William Monroe Trotter - Career

Career

Despite his academic achievements, Trotter hit a racial glass ceiling and was frustrated in his efforts to excel in banking. In 1901, along with his friend George Forbes, an Amherst College graduate, Trotter co-founded the Boston Guardian, setting up shop in the same building that had once housed William Lloyd Garrison’s Liberator. He was managing editor of The Guardian, which frequently published editorials and letters opposing the conservative accommodationist policies of Booker T. Washington, the well-known founder of Tuskegee Institute. Earlier in 1901, Trotter had founded the Boston Literary and Historical Association, which became a forum for militant political thinkers such as W.E.B. Du Bois and Oswald Garrison Villard. Archibald Grimké was also active with Trotter in the Association and in writing for the paper.

Along with Du Bois, Trotter was a charter member of the Niagara Movement in 1905, an organization of African Americans who renounced the ideas set forth in Booker T. Washington’s "Atlanta Compromise" speech of 1895. Trotter and Du Bois founded the National Association for the Advancement of Colored People (NAACP) in 1909. Trotter left because he did not think that whites should participate as officers of the NAACP. He founded the National Equal Rights League.

Through the Guardian, Trotter mounted a campaign against Thomas Dixon's play The Clansman (1905), including encouraging a protest against it. The play closed. In 1915, when the film adapted from it, Birth of a Nation opened in Boston, Trotter led pickets to demonstrate against the racist film, and the theater ended its run.

In 1912 Trotter helped support the southern Democrat Woodrow Wilson for president, who disappointed his supporters by imposing the re-segregation of workspaces in several federal agencies. As a political activist, Trotter and Grimké led several protests against segregation in the federal government. Trotter and a group of African Americans went to the White House to protest President Wilson’s actions. Offended by Trotter’s manner and tone during their meeting, Wilson banned him from the White House for the remainder of his term in office.

Wilson's administration put obstacles in the way of Trotter and other African Americans who wanted to attend the Paris Peace Conference in 1919 to protest treatment of African Americans in the US, by refusing to issue passports to them. Trotter obtained work as a waiter on the SS Yarmouth to gain passage overseas. While in Paris, Trotter attended the First Pan African Congress.

In 1931 in the pages of The Guardian, Trotter descried the plight of the Scottsboro boys, nine African-American teenagers accused of raping two white woman in Alabama. In their first trial, they were convicted and sentenced to death. They had three trials and were eventually defended by Samuel Liebowitz.
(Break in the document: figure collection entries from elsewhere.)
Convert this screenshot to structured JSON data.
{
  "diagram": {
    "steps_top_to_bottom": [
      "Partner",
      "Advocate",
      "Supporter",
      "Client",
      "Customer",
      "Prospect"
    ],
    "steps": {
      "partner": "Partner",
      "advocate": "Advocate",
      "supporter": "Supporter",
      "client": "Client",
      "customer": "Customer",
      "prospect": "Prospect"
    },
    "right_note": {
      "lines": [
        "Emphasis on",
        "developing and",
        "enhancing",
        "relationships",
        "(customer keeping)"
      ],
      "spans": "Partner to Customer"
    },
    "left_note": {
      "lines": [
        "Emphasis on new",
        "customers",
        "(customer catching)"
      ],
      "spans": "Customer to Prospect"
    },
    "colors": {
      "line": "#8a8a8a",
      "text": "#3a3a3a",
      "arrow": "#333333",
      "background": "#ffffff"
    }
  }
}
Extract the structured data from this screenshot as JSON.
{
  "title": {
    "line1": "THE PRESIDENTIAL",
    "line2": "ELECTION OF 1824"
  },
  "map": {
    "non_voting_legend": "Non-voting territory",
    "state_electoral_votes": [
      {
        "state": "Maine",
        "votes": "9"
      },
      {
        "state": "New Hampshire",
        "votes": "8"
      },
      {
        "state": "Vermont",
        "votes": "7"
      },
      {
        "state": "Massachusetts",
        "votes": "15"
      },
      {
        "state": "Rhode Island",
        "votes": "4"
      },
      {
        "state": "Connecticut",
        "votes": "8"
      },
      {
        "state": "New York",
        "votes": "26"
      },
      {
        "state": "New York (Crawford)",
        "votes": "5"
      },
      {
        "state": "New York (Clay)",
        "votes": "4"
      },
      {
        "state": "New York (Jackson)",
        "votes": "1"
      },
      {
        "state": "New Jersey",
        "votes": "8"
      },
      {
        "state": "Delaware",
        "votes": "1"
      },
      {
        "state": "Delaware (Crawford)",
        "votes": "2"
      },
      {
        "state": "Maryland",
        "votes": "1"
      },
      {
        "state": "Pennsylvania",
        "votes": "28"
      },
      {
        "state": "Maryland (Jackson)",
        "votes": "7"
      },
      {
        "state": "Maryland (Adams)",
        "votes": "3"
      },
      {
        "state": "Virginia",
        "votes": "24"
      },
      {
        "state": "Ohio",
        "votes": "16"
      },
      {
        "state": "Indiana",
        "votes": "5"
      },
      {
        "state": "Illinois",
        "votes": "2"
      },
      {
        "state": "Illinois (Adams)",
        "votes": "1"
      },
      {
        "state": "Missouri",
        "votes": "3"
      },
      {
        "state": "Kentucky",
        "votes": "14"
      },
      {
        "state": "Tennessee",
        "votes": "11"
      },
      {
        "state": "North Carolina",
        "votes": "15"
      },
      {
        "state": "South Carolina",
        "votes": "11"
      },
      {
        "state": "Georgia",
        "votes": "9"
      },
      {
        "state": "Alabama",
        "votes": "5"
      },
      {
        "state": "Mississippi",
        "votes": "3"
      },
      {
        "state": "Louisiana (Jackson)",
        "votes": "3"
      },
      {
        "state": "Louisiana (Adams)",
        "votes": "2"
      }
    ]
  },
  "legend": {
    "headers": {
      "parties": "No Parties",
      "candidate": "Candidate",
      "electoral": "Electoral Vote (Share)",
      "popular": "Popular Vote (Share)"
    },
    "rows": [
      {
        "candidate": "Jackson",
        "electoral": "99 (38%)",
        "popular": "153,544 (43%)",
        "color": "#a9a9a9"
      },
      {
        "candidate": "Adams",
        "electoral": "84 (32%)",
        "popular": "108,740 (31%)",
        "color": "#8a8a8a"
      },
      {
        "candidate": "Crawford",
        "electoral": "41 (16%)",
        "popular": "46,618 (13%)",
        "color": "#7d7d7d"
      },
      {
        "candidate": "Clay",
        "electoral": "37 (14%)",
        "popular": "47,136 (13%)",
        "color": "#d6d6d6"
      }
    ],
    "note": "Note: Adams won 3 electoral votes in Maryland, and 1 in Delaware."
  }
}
Since most blacks had been disfranchised in the former Confederate states since the early 20th century, they could not vote or sit on juries. The case ultimately went to the US Supreme Court as Powell v. Alabama.

On the night of April 7, 1934, William Monroe Trotter died after a fall from the roof of his home in Boston. The cause of death was given as “Unspecified”. It was his 62nd birthday.